A Quiet Place: Day One – Film Review
I loved the original A Quiet Place – I gave it a rare five stars – and no sequel or spin-off prequel has been able to recapture that magic, including A Quiet Place: Day One.
After two outings with the Abbott family, this film focuses on some new characters and their experience with the alien apocalypse. It follows Sam (Lupita Nyong’o), a cancer sufferer who is visiting New York City on a trip with her hospice when the blind aliens with super sensitive hearing crash down to Earth. Sam – accompanied by her support cat Frodo – has to make it to her old childhood neighbourhood of Harlem without making a sound. She soon finds company in Eric (Joseph Quinn), a British law school student all alone in the city.
After focusing on a family unit, it was nice to see a new character dynamic during the disaster. While the story felt rather slight overall, I liked watching these two strangers becoming each other’s support system. Michael Sarnoski, who gave us such rich characters and relationships in Pig, delivers on the human front once again in his first blockbuster. He doesn’t forget the people among the spectacle and helps ground the heightened chaos in reality.
But there are still plenty of big, loud spectacle moments and tense encounters with the aliens to satisfy those who are looking for that. It does feel like we’ve already seen it before with the opening of A Quiet Place Part II but it was still exciting to watch. I must admit that it wasn’t scary though (it’s more of a survival thriller) and we see too much of the aliens, which is never a good idea.
Nyong’o and Quinn are both excellent in their roles, communicating beautifully through their large emotional eyes. I was particularly impressed by Nyongo’o and Sam’s desire to have a moment of nostalgia, happiness and joy. It’s rare to see a lead character with a terminal illness and this gives the film a fresh perspective. She has already been fighting for survival so the stakes are different for her.
The only character connecting Day One to the main series is Djimon Hounsou. In Part II, he was an unnamed man leading an island colony, but here, he is called Henri. He had very little screen time and not much to do, but it was nice to see a familiar face.
While the actors are all great, every scene is stolen by the cat Frodo. Step aside, Messi, here are new animal performers in town, Schnitzel and Nico! The cat is very much a character in the film – he has so much to do and he’s quite the liability but he’s so beautiful. The best performance by an animal so far this year.
I wanted to like A Quiet Place: Day One more but I think the novelty of this concept is wearing off.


Wherever the word "Status" turns up in a line of the entries, copy that line.
* * * * * * * * *
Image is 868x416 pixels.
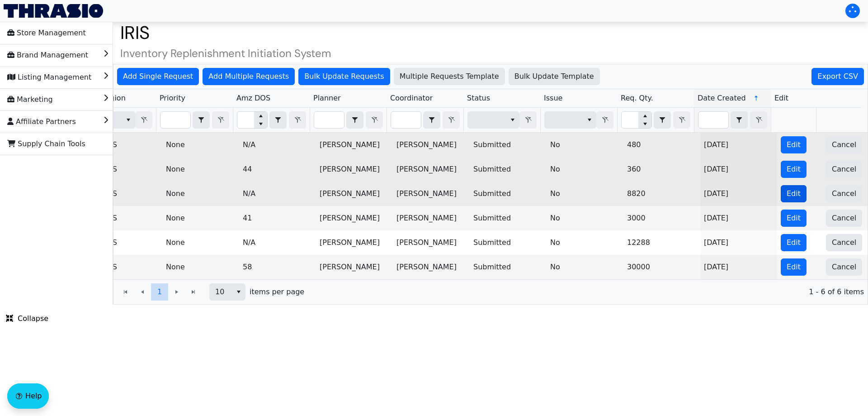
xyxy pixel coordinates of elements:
th: Filter [387,108,463,133]
span: Store Management [7,26,86,40]
span: Marketing [7,92,53,107]
button: Cancel [826,258,862,276]
td: Submitted [470,255,546,279]
span: Edit [787,164,801,175]
td: 3000 [624,206,700,230]
span: Cancel [832,164,856,175]
td: No [546,133,624,157]
span: Choose Operator [423,111,440,129]
span: Edit [774,93,789,103]
span: Filter [468,111,520,129]
td: [PERSON_NAME] [393,181,470,206]
span: Choose Operator [346,111,364,129]
td: [DATE] [700,206,777,230]
button: Multiple Requests Template [394,68,505,85]
th: Filter [541,108,617,133]
button: select [424,112,440,128]
span: Cancel [832,261,856,272]
td: [PERSON_NAME] [393,255,470,279]
td: 30000 [624,255,700,279]
input: Filter [160,112,190,128]
button: Edit [781,209,807,227]
span: Page size [209,283,246,300]
span: Region [101,93,125,103]
input: Filter [391,112,421,128]
h4: Inventory Replenishment Initiation System [113,47,868,60]
td: [PERSON_NAME] [316,157,393,181]
span: Edit [787,188,801,199]
button: Decrease value [254,120,267,128]
td: 44 [239,157,316,181]
td: None [162,230,239,255]
td: US [103,230,162,255]
td: 58 [239,255,316,279]
h1: IRIS [113,21,868,44]
td: [DATE] [700,181,777,206]
button: Add Single Request [117,68,199,85]
span: Export CSV [817,71,858,82]
td: N/A [239,181,316,206]
td: 41 [239,206,316,230]
button: Edit [781,136,807,153]
button: Increase value [639,112,652,120]
span: Edit [787,261,801,272]
td: [PERSON_NAME] [316,230,393,255]
th: Filter [310,108,387,133]
td: [PERSON_NAME] [393,133,470,157]
span: Choose Operator [192,111,210,129]
span: Edit [787,139,801,150]
button: select [506,112,519,128]
td: No [546,157,624,181]
button: select [121,112,134,128]
button: Edit [781,258,807,276]
button: Cancel [826,185,862,202]
td: Submitted [470,230,546,255]
span: Listing Management [7,70,92,84]
span: Planner [313,93,341,103]
span: 1 - 6 of 6 items [312,287,864,297]
td: Submitted [470,181,546,206]
td: Submitted [470,206,546,230]
td: [PERSON_NAME] [316,133,393,157]
button: select [347,112,363,128]
button: Bulk Update Requests [298,68,390,85]
div: Page 1 of 1 [114,279,868,304]
td: Submitted [470,133,546,157]
td: [PERSON_NAME] [316,181,393,206]
button: Add Multiple Requests [203,68,295,85]
th: Filter [617,108,694,133]
button: select [731,112,747,128]
button: Edit [781,161,807,178]
td: [PERSON_NAME] [393,157,470,181]
button: select [654,112,670,128]
button: Cancel [826,234,862,251]
span: Add Multiple Requests [209,71,289,82]
td: N/A [239,230,316,255]
button: Edit [781,234,807,251]
td: 480 [624,133,700,157]
span: Edit [787,213,801,224]
span: Priority [160,93,185,103]
td: No [546,206,624,230]
td: None [162,206,239,230]
td: Submitted [470,157,546,181]
img: Thrasio Logo [4,4,103,18]
span: Status [467,93,490,103]
th: Filter [694,108,771,133]
button: Export CSV [811,68,864,85]
th: Filter [233,108,310,133]
button: Cancel [826,209,862,227]
input: Filter [622,112,639,128]
span: Bulk Update Requests [304,71,384,82]
span: items per page [249,287,304,297]
span: Edit [787,237,801,248]
span: Cancel [832,237,856,248]
span: Choose Operator [654,111,671,129]
span: Brand Management [7,48,88,62]
input: Filter [698,112,728,128]
td: [DATE] [700,230,777,255]
td: US [103,133,162,157]
button: Help floatingactionbutton [7,383,49,408]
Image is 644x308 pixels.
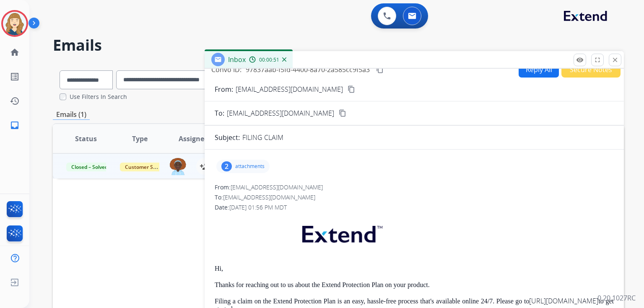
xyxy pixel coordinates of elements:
span: Customer Support [120,163,175,172]
div: To: [214,193,613,202]
p: From: [214,84,233,95]
mat-icon: list_alt [9,72,20,82]
span: Assignee [179,134,208,144]
span: 00:00:51 [259,56,279,63]
span: Closed – Solved [66,163,113,172]
p: Subject: [214,132,240,143]
p: attachments [235,163,264,170]
p: Emails (1) [53,109,90,120]
img: agent-avatar [170,158,186,175]
mat-icon: history [9,96,20,106]
span: Inbox [228,55,246,64]
span: [DATE] 01:56 PM MDT [229,203,287,212]
span: Type [132,134,147,144]
img: extend.png [292,216,391,249]
button: Reply All [518,61,559,78]
p: Convo ID: [212,65,242,75]
mat-icon: remove_red_eye [576,56,583,63]
h2: Emails [53,37,624,53]
span: [EMAIL_ADDRESS][DOMAIN_NAME] [223,193,315,201]
mat-icon: content_copy [338,109,346,117]
span: [EMAIL_ADDRESS][DOMAIN_NAME] [230,183,323,191]
label: Use Filters In Search [69,93,127,101]
div: 2 [222,162,232,172]
button: Secure Notes [561,61,620,78]
mat-icon: fullscreen [593,56,601,63]
p: [EMAIL_ADDRESS][DOMAIN_NAME] [236,84,343,95]
mat-icon: inbox [9,120,20,130]
p: Hi, [214,265,613,273]
mat-icon: content_copy [347,86,355,93]
div: From: [214,183,613,192]
span: 97837aab-f5fd-4400-8a70-2a585cc9f5a3 [246,65,370,74]
p: 0.20.1027RC [598,293,636,303]
mat-icon: person_add [200,162,210,172]
mat-icon: home [9,48,20,58]
span: [EMAIL_ADDRESS][DOMAIN_NAME] [227,108,334,118]
p: FILING CLAIM [242,132,283,143]
p: Thanks for reaching out to us about the Extend Protection Plan on your product. [214,282,613,289]
p: To: [214,108,224,118]
span: Status [75,134,97,144]
mat-icon: close [611,56,619,63]
div: Date: [214,203,613,212]
a: [URL][DOMAIN_NAME] [529,296,598,306]
img: avatar [3,12,26,35]
mat-icon: content_copy [376,66,384,73]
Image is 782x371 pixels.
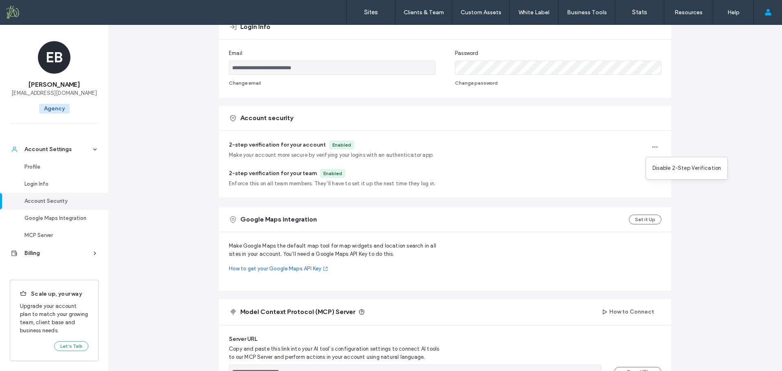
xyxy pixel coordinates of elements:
[455,49,479,57] span: Password
[229,151,434,159] span: Make your account more secure by verifying your logins with an authenticator app.
[24,249,91,258] div: Billing
[728,9,740,16] label: Help
[20,290,88,299] span: Scale up, your way
[24,180,91,188] div: Login Info
[24,145,91,154] div: Account Settings
[229,170,317,177] span: 2-step verification for your team
[229,141,326,148] span: 2-step verification for your account
[24,214,91,223] div: Google Maps Integration
[229,242,445,258] span: Make Google Maps the default map tool for map widgets and location search in all sites in your ac...
[240,114,293,123] span: Account security
[404,9,444,16] label: Clients & Team
[38,41,71,74] div: EB
[595,306,662,319] button: How to Connect
[240,22,271,31] span: Login Info
[229,49,242,57] span: Email
[229,335,258,344] span: Server URL
[54,342,88,351] button: Let’s Talk
[24,163,91,171] div: Profile
[29,80,80,89] span: [PERSON_NAME]
[229,61,436,75] input: Email
[333,141,351,149] div: Enabled
[24,197,91,205] div: Account Security
[653,164,721,172] span: Disable 2-Step Verification
[567,9,607,16] label: Business Tools
[229,345,444,361] span: Copy and paste this link into your AI tool’s configuration settings to connect AI tools to our MC...
[519,9,550,16] label: White Label
[229,265,445,273] a: How to get your Google Maps API Key
[18,6,35,13] span: Help
[455,78,498,88] button: Change password
[629,215,662,225] button: Set it Up
[24,231,91,240] div: MCP Server
[461,9,502,16] label: Custom Assets
[20,302,88,335] span: Upgrade your account plan to match your growing team, client base and business needs.
[675,9,703,16] label: Resources
[39,104,70,114] span: Agency
[11,89,97,97] span: [EMAIL_ADDRESS][DOMAIN_NAME]
[324,170,342,177] div: Enabled
[455,61,662,75] input: Password
[632,9,648,16] label: Stats
[229,180,436,188] span: Enforce this on all team members. They’ll have to set it up the next time they log in.
[364,9,378,16] label: Sites
[229,78,261,88] button: Change email
[240,215,317,224] span: Google Maps integration
[240,308,355,317] span: Model Context Protocol (MCP) Server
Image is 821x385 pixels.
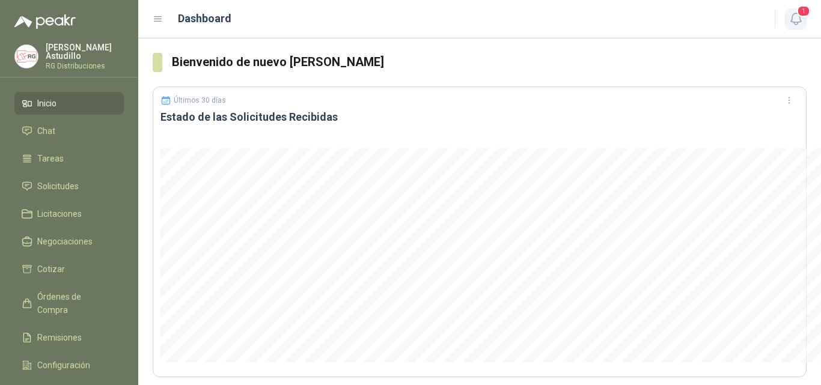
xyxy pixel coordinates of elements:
a: Chat [14,120,124,143]
a: Negociaciones [14,230,124,253]
a: Inicio [14,92,124,115]
h3: Estado de las Solicitudes Recibidas [161,110,799,124]
h1: Dashboard [178,10,232,27]
span: Licitaciones [37,207,82,221]
img: Logo peakr [14,14,76,29]
p: [PERSON_NAME] Astudillo [46,43,124,60]
span: Configuración [37,359,90,372]
span: Inicio [37,97,57,110]
a: Remisiones [14,327,124,349]
a: Solicitudes [14,175,124,198]
p: Últimos 30 días [174,96,226,105]
span: Órdenes de Compra [37,290,112,317]
button: 1 [785,8,807,30]
span: Solicitudes [37,180,79,193]
h3: Bienvenido de nuevo [PERSON_NAME] [172,53,807,72]
p: RG Distribuciones [46,63,124,70]
a: Tareas [14,147,124,170]
a: Configuración [14,354,124,377]
a: Cotizar [14,258,124,281]
span: Chat [37,124,55,138]
span: 1 [797,5,811,17]
span: Negociaciones [37,235,93,248]
span: Tareas [37,152,64,165]
img: Company Logo [15,45,38,68]
span: Remisiones [37,331,82,345]
a: Órdenes de Compra [14,286,124,322]
a: Licitaciones [14,203,124,225]
span: Cotizar [37,263,65,276]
* * * * * * * * *
> [Response below]
span: Status [467,93,490,103]
span: Status [75,134,97,144]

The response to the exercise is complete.